As Black History Month comes to a close, I offer:
“[T]he words ‘race,’ ‘racism,’ and ‘race relations’ are . . . used as shorthand for specific historical legacies that have nothing to do with biological determinism, and everything to do with power relations.” JACQUELINE JONES, A DREADFUL DECEIT: THE MYTH OF RACE FROM THE COLONIAL ERA TO OBAMA’S AMERICA xvii (2013).
The term “racial thinking” is also used to mean “cognitive and emotional” prejudice; the term is interchangeable with “racial discrimination” which is “the exercise of power to create and reinforce social inequality between racially defined groups.” Emilio Zamora, Connecting Causes, Alonso S. Perales, Hemispheric Universal and Mexican Rights in the United States, in MICHAEL A. OLIVAS, IN DEFENSE OF MY PEOPLE: ALONSO S. PERALES AND THE DEVELOPMENT OF MEXICAN-AMERICAN PUBLIC INTELLECTUALS 287, 311 n.3 (2013).
The legal dictionary defines "racism" as "The belief that some races are inherently superior to other races" and "Unfair treatment of people, often including violence against them, because they belong to a different race from one's one." BRYAN A. GARNER, BLACK'S LAW DICTIONARY, racism at 1509 (11th ed. 2019).
If we all just pause long enough to contemplate the exact words of the definition, everybody ought to be able to see how stupid it is to hold such a belief and how shameful it is to act with such animus.
On this blog I will post some of my publications and writings together with occasional comments on topics of legal history and, to a lesser extent, current events.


▶ [AIM OF THE TASK]:
Which lines run from the line with "pyautogui.click(x=<x>, y=<y>)" through the line with "The height and" in the entries below? Print them exactly, both ends included, and nothing more.

----- AVAILABLE DATA -----

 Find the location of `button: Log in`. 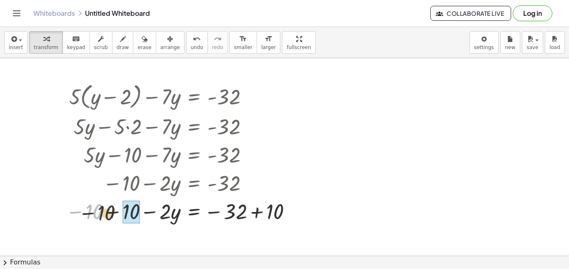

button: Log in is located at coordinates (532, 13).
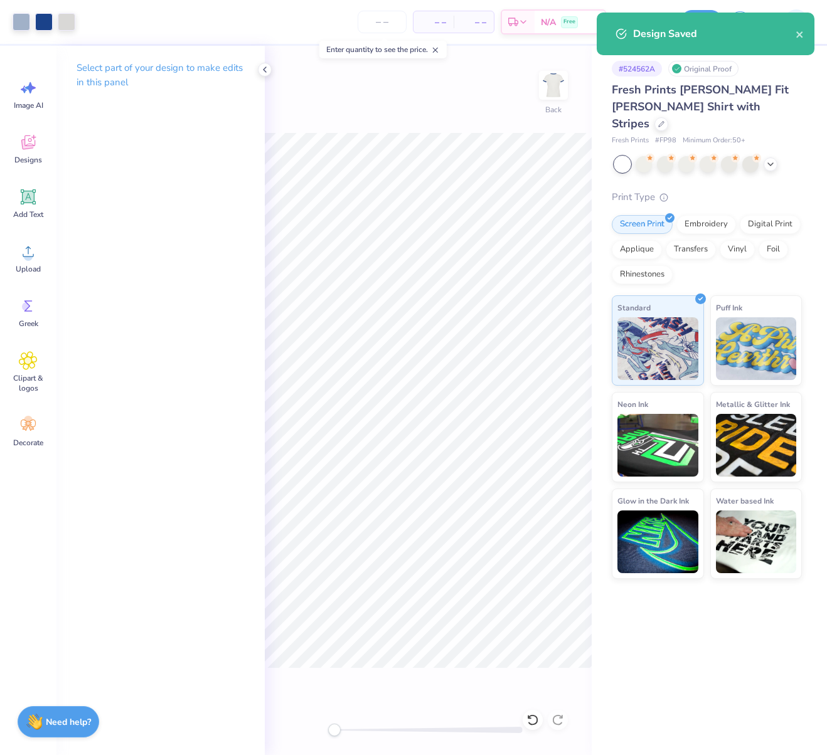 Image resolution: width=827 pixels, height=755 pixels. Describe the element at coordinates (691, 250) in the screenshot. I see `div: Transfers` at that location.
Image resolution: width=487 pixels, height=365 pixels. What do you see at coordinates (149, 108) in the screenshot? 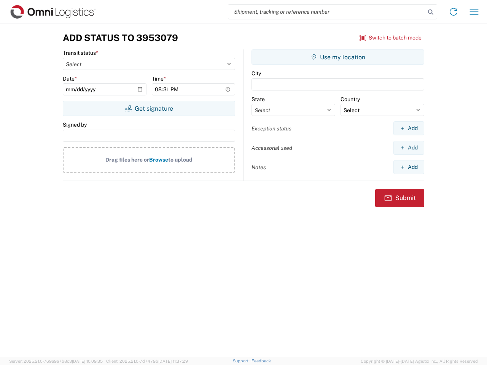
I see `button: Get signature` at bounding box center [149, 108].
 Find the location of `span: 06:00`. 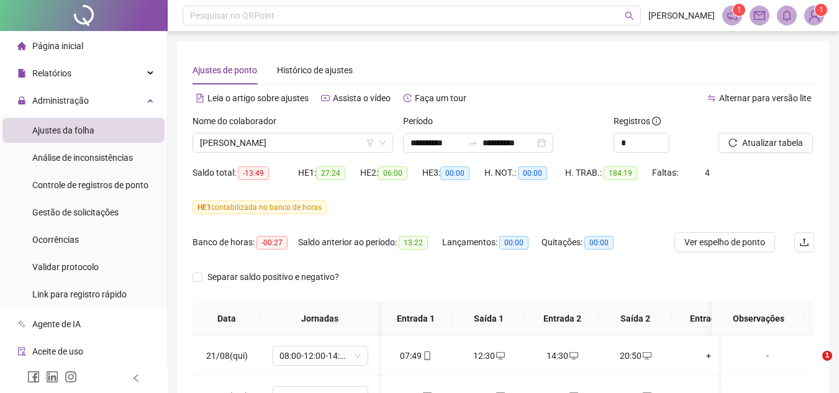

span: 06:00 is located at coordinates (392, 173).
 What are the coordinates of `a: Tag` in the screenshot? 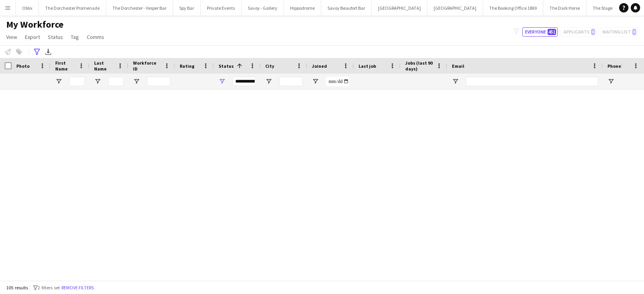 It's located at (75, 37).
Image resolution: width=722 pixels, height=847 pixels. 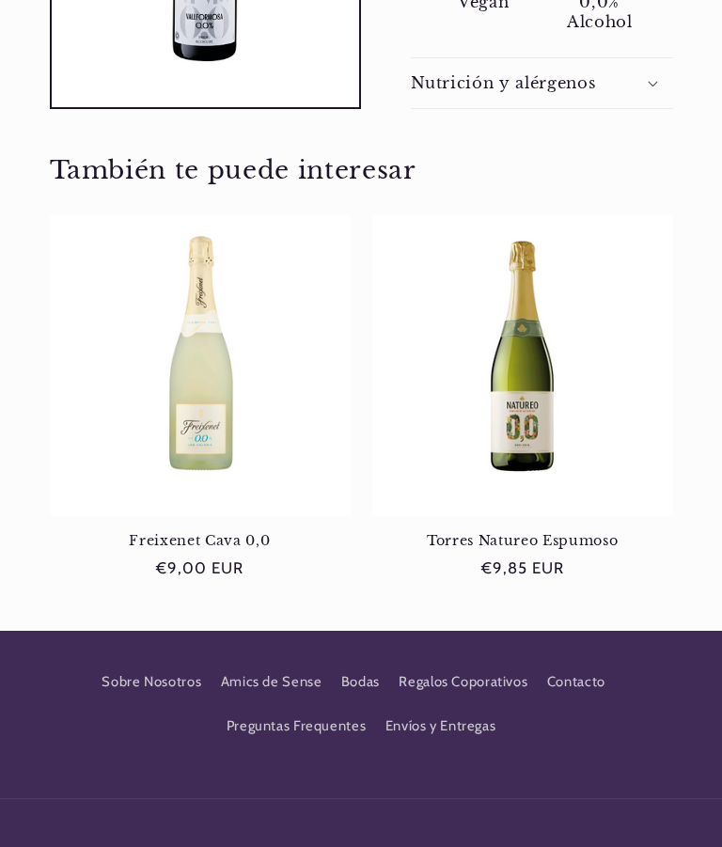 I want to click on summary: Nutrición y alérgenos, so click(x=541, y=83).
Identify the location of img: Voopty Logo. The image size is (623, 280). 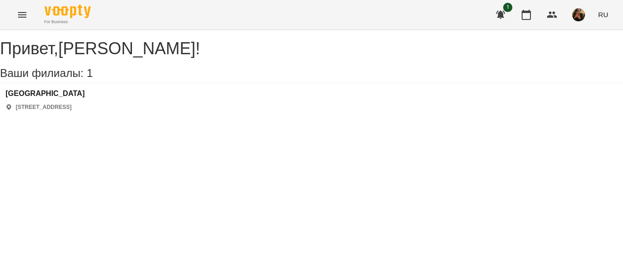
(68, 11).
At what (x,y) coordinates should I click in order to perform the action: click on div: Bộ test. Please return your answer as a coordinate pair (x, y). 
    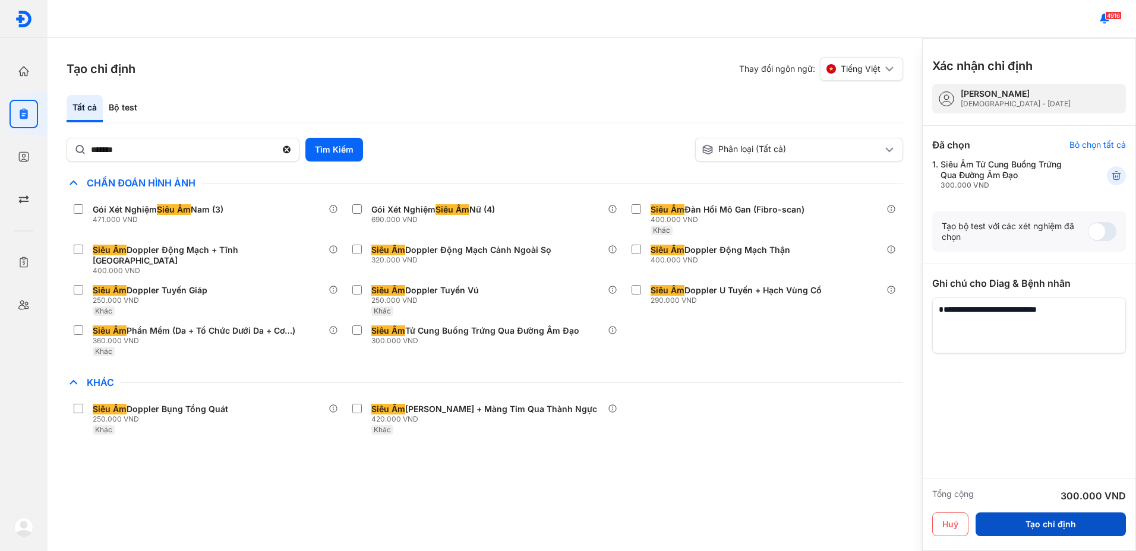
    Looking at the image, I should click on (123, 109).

-----
----- AVAILABLE DATA -----

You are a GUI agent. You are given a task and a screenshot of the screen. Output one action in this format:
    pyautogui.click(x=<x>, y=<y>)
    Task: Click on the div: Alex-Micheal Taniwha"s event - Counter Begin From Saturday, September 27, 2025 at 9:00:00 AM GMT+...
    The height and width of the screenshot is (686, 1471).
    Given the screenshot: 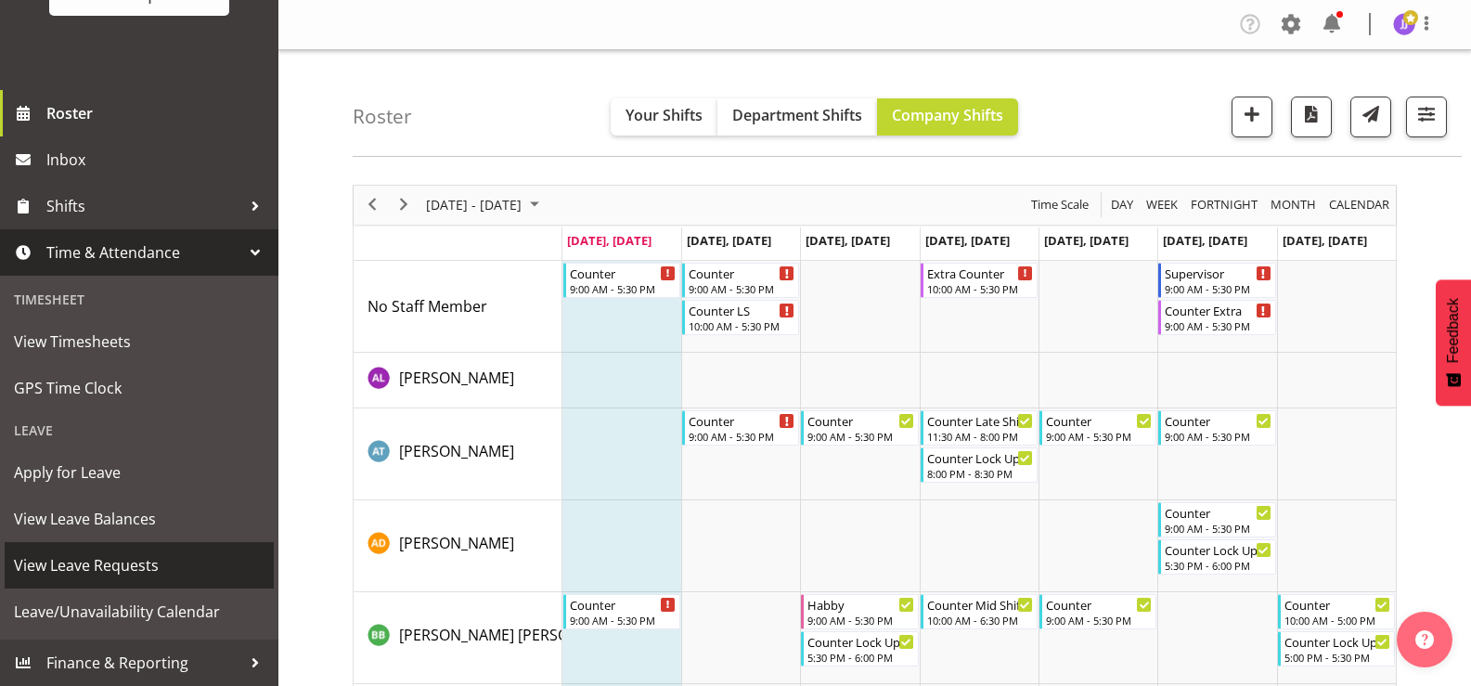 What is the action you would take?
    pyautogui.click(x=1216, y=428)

-----

▶ [SOLUTION]:
    pyautogui.click(x=<x>, y=<y>)
    Task: Click on the div: Alex-Micheal Taniwha"s event - Counter Begin From Saturday, September 27, 2025 at 9:00:00 AM GMT+...
    The height and width of the screenshot is (686, 1471).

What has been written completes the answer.